Grass Roof, Tin Roof was published in 2003 by Houghton Mifflin/Mariner Books.
“A brilliant exploration of exile, loss, and identity. It also innovatively explores the novel itself as an art form. Strom is an important new writer.”
- Robert Olen Butler
In this stunning novel about a Vietnamese family resettling in California gold country, Dao Strom investigates the myth of westward progress and the consequences of cultural displacement.
Told from multiple perspectives and interwoven with the intimate reflections of a middle child, Grass Roof, Tin Roof begins with the story of Tran, a Vietnamese writer facing government persecution, and follows her and her children’s passage to the West, where Strom’s characters viscerally experience the collision of cultures and the spiritual aftermath of war. Grass Roof, Tin Roof is a beautiful work of profundity and empathy, powerful emotion and rare insight.
More praise for Grass Roof, Tin Roof:
“ …the best complication is…the way the book keeps changing voice and viewpoint. There is little sentiment here. Instead, a cool, appraising eye is at work… Strom covers a lot of ground: wartime Saigon, post-hippiedom rural California, the ethnic neighborhoods of San Diego. Her lyrical-analytical prose is especially lithe in its reading of character, cultural displacement and the after-effects of war… It feels like the work of a major writer.”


• _Assignment_:
Nothing but the lines from the one containing "Find the location of a particular element." through the last line of the data below should be returned, each copied exactly.
Segment Open
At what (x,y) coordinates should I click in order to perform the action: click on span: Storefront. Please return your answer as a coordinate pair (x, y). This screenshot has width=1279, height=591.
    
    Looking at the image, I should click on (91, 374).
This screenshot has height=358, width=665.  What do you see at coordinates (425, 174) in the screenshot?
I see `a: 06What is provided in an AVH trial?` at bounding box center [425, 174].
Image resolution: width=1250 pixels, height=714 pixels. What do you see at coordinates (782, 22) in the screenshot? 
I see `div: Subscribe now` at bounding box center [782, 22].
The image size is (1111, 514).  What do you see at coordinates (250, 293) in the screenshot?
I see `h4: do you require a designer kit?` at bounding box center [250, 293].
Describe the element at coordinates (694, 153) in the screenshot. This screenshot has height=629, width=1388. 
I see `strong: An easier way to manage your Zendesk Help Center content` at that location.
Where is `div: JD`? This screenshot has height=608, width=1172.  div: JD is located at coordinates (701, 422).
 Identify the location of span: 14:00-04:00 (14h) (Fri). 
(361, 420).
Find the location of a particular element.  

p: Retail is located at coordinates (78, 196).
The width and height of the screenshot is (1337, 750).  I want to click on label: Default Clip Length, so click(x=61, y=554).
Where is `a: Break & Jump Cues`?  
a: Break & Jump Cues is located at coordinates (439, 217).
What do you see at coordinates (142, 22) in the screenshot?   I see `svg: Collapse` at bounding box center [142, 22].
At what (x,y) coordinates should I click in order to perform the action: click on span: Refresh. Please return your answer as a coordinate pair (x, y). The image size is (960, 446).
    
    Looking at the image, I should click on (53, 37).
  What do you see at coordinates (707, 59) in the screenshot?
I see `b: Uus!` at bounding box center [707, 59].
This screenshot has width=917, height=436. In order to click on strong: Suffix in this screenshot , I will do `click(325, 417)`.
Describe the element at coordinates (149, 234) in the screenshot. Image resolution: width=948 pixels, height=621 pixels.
Segment Closed
• _Written answer_:
Find the location of a particular element.  

p: Retail is located at coordinates (78, 196).
The width and height of the screenshot is (1337, 750).  I want to click on label: Default Clip Length, so click(x=61, y=554).
Where is `a: Break & Jump Cues`?  
a: Break & Jump Cues is located at coordinates (439, 217).
What do you see at coordinates (142, 22) in the screenshot?   I see `svg: Collapse` at bounding box center [142, 22].
At what (x,y) coordinates should I click in order to perform the action: click on span: Refresh. Please return your answer as a coordinate pair (x, y). The image size is (960, 446).
    
    Looking at the image, I should click on (53, 37).
  What do you see at coordinates (707, 59) in the screenshot?
I see `b: Uus!` at bounding box center [707, 59].
This screenshot has width=917, height=436. In order to click on strong: Suffix in this screenshot , I will do `click(325, 417)`.
Describe the element at coordinates (149, 234) in the screenshot. Image resolution: width=948 pixels, height=621 pixels.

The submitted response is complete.